The genus is largely confined to North America, but also extending a short distance into northeastern Siberia. Common names include Shooting Star, American Cowslip, Mosquito Bills, and Sailor-caps.
There are 14 species:
- Dodecatheon alpinum. California.
- Dodecatheon clevelandii. California.
- Dodecatheon conjugans. Wyoming to Oregon.
- Dodecatheon cruciatum. Western US.
- Dodecatheon cusickii. Western US.
- Dodecatheon dentatum. Washington to Idaho.
- Dodecatheon frigidum. Alaska, northeast Siberia.
- Dodecatheon hendersonii. Western US.
- Dodecatheon integrifolium. British Columbia.
- Dodecatheon jeffreyi. California.
- Dodecatheon meadia. Eastern US.
- Dodecatheon pauciflorum. Saline Shooting Star
- Dodecatheon poeticum. Washington, Oregon.
- Dodecatheon pulchellum. Western US, northwest Mexico; naturalized in eastern US.
- Dodecatheon redolens. Southwestern US.
[edit] Classification
Dodecatheon is related to the genus Primula (primroses and related plants); in fact, Primula without Dodecatheon is paraphyletic. One way of avoiding this is to move the Dodecatheon species into Primula. If this is done, the former genus Dodecatheon becomes a monophyletic section, Primula subg. Auriculastrum sect. Dodecatheon (L.) A.R.Mast & Reveal.[1]
[edit] Cultivation
Dodecatheon needs good drainage and often dry soils in summer and winter when plants are dormant, in the spring plants like moist soils for best growth. Plants typical are very variable in size, responding to soil moister, with plants grown in dry soils smaller and shorter than plants grown in soils that are moist. Since plants typical go summer dormant, seed raised plants need three or more years of growth before they are large enough to bloom. For some Dodecatheon, if given frequent light fertilization and kept moist, dormancy can be delayed resulting in larger plants after germination and the interval between germination and flowering decreased by a year or two. Another technique to shorten the interval between seed germination and flowering is to place the plants in a cooler after dormancy has set in, in late spring, after a number of weeks move the plants to a shadehouse in midsummer were new growth will start. The flowers need buzz pollination to produce seeds.

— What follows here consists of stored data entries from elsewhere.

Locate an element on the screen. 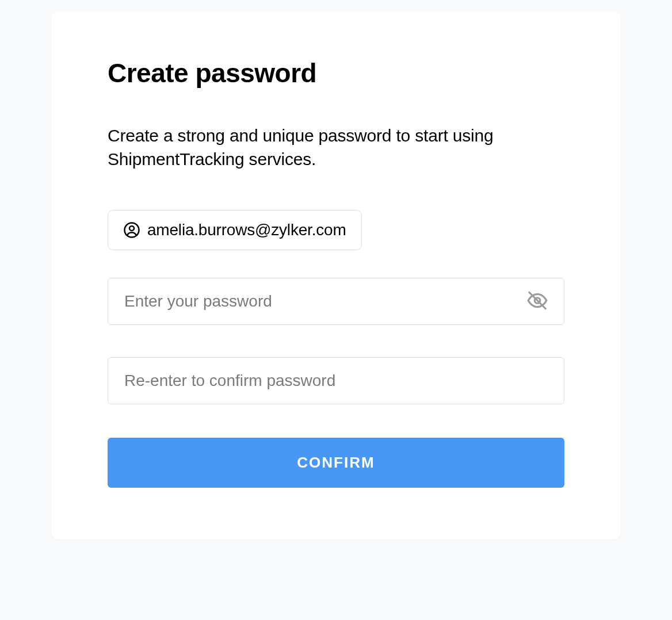 This screenshot has width=672, height=620. password-input is located at coordinates (336, 301).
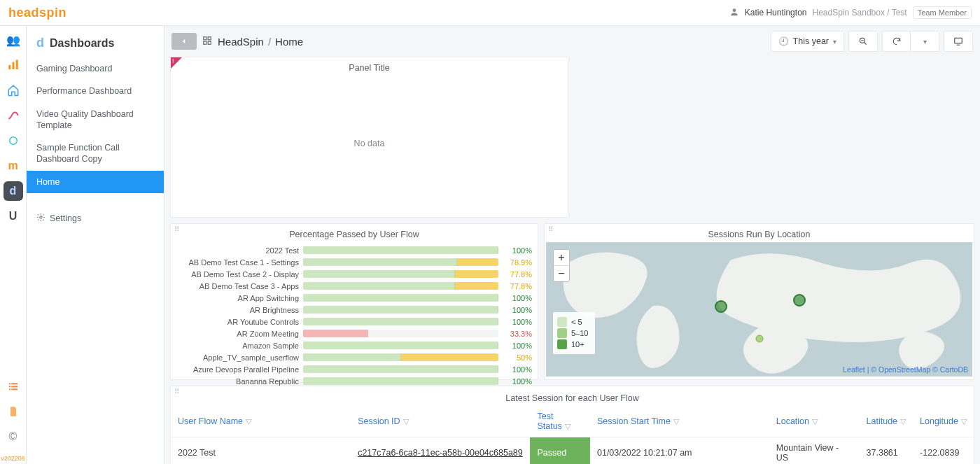  I want to click on panel-bars: ⠿ Percentage Passed by User Flow 2022 Te…, so click(354, 302).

Dodecatheon can be propagated by division in winter.
[edit] References
- ^ James L. Reveal. Revision of Dodecatheon (Primulaceae). apparently prepared for Flora of North America.
- Treatment from the Jepson Manual
- ITIS 23943
- Cullina, W., and Cullina, B. (2000). The New England Wild Flower Society Guide to Growing and Propagating Wildflowers of the United States and Canada. Houghton Mifflin Company, ISBN 0-395-96609-4.